On Linux and Linux only...

And even there it can get switched of, check http://jurjenbokma.com/ApprenticesNotes/turing_off_overcommit.html (turned up pretty much at the top of a http://lmgtfy.com/?q=linux+memory+overcommit, BTW: a similar search for Mac and Windows drew a blank)

I can reproduce the crash in my Windows 8 environment and latest Nightly 721a479.
I think it is a Windows specific bug: on the same machine no problem with the Linux (personal) build on Linux Mint 13.
Moreover, I think it is a Qt5.1-related bug: in a Qt4.8 old Nightly (fed5fb2) I see no problems.
I tried with the TimGM6mb.sf2 soundfont: sometimes it is added properly, but most of the time when I click "add" MuseScore crashes.

The crash happens at line 704 of fluid\fluid.cpp, inside function Fluid::addSoundFont:
mutex.unlock();
(checked with a personal debug build)

no, not fixed i guess as i cannot reproduce this.
The commit tries to catch a memory overflow. This needs testing as its very hard on my machine to get an overflow (32GB + swap). A popup is also needed to tell the user that a soundfont could not be loaded (and possibly why).

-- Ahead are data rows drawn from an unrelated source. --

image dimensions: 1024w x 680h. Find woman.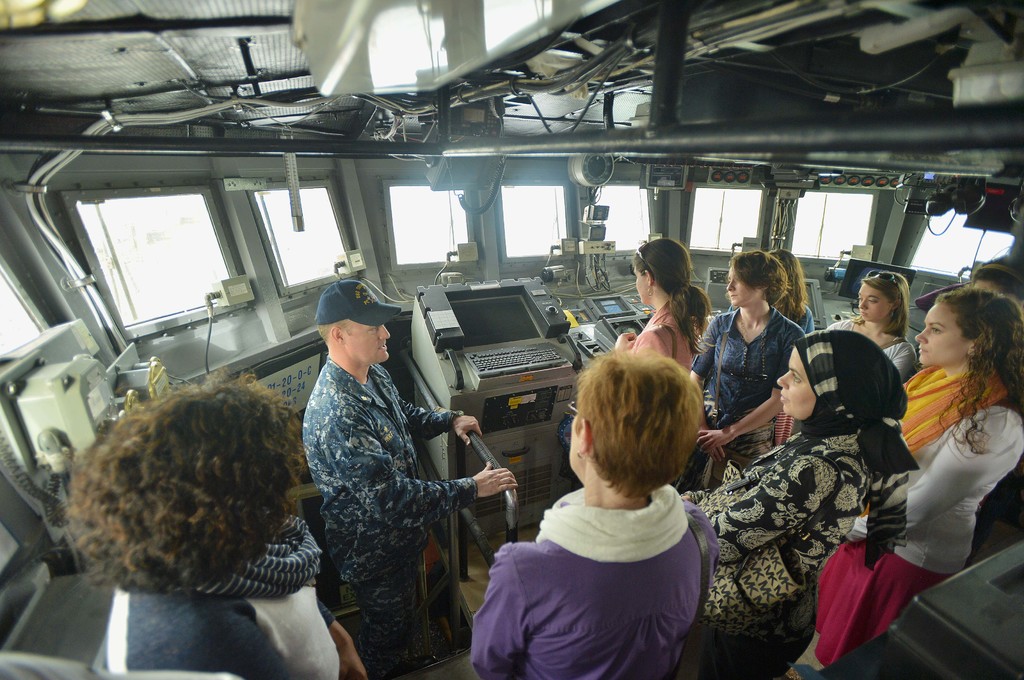
crop(694, 249, 806, 487).
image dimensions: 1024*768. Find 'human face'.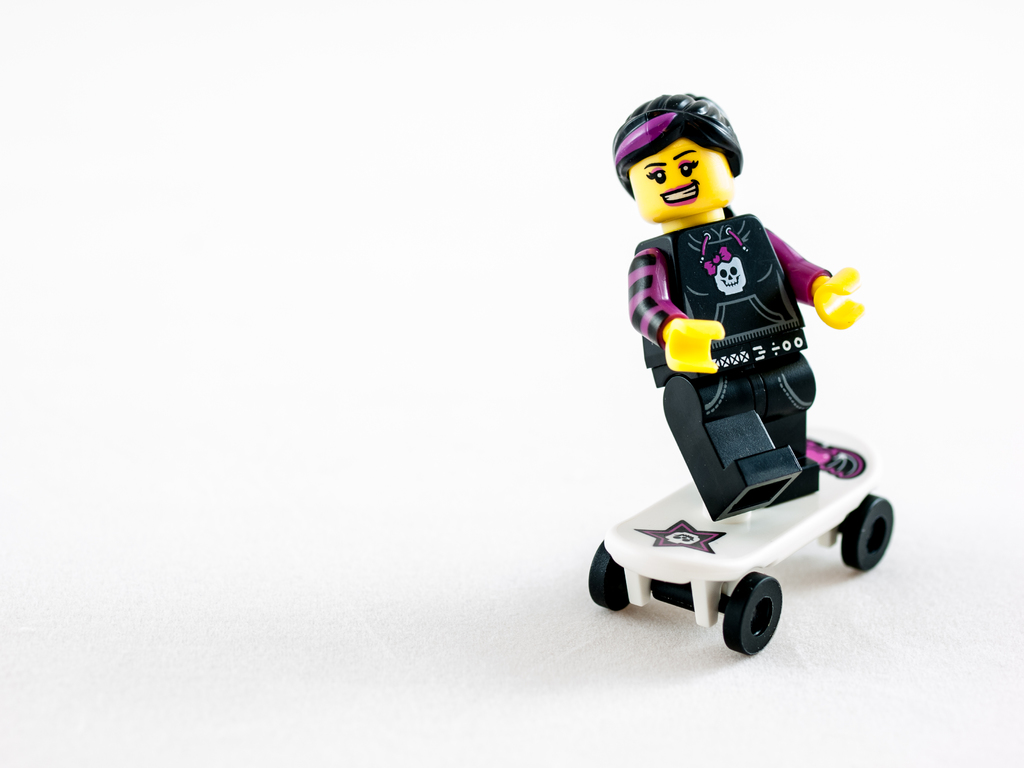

I can confirm ABL's comment. I got a crash on mac, loading a small soundfont. The error occured in Fluid::addSoundfont() -> QMutex::unlock() - >QBasicMutex::unlockInternal().
It could indeed be another Qt5 issue.

I tried with further experiments.
Here is the log of a gdb execution:
Breakpoint 1, FluidS::Fluid::addSoundFont (this=0x1b1663f8, Python Exception <class 'gdb.error'> cannot resolve overloaded method `data': no arguments supplied:s=) at C:\Git_packages\MuseScore\fluid\fluid.cpp:703
703 bool rv = (sfload(s, true) == -1) ? false : true;
(gdb) info locals
rv = false
(gdb) print mutex
$1 = { <QBasicMutex> = { d_ptr = { _q_value = 0x1 } }, <No data fields>}
(gdb) next
[New Thread 1556.0x15bc]
704 mutex.unlock();
(gdb) info locals
rv = true
(gdb) print mutex
$1 = { <QBasicMutex> = { d_ptr = { _q_value = 0x0 } }, <No data fields>}

according to this http://woboq.com/blog/internals-of-qmutex-in-qt5.html, if I understand correctly [but I may be horribly wrong :-) ], d_ptr is 1 when mutex is locked, therefore unlock gives an error if d_ptr is 0.
However, I checked and under Linux d_ptr of mutex in this case gives the same values (i.e. 1 before sfload(s,true) and 0 after), but there is no crash.
Here is the Linux log:
Breakpoint 1, FluidS::Fluid::addSoundFont (this=0x1c1c580, s=...)
at /home/antonio/MuseScore/fluid/fluid.cpp:703
703 bool rv = (sfload(s, true) == -1) ? false : true;
(gdb) info locals
rv = false
(gdb) print mutex
$8 = {<QBasicMutex> = {d_ptr = {_q_value = 0x1}}, <No data fields>}
(gdb) next
704 mutex.unlock();
(gdb) info locals
rv = true
(gdb) print mutex
$9 = {<QBasicMutex> = {d_ptr = {_q_value = 0x0}}, <No data fields>}

The difference between the two is that there is not the "[New Thread 1556.0x15bc]" before the unlock, otherwise they are identical.

Does all of this make sense to someone?

There is indeed a bug in the fluid mutex handling.
In process() the mutex is unlocked unconditional. This means that the mutex gets unlocked during sf loading which is a bad thing. I fixed this and hope it makes a difference...

Thank you Werner!
A first quick test in my build environment in Windows 8 shows that the commit fixes the issue.
Better to wait also a confirm in Mac [and maybe more test under Windows ;-) ] before setting this issue to fixed.

And I tested the latest build on the exact same machine/low memory situation that started this thread. I had no problems at all. I intentionally abused it and still experienced no problems.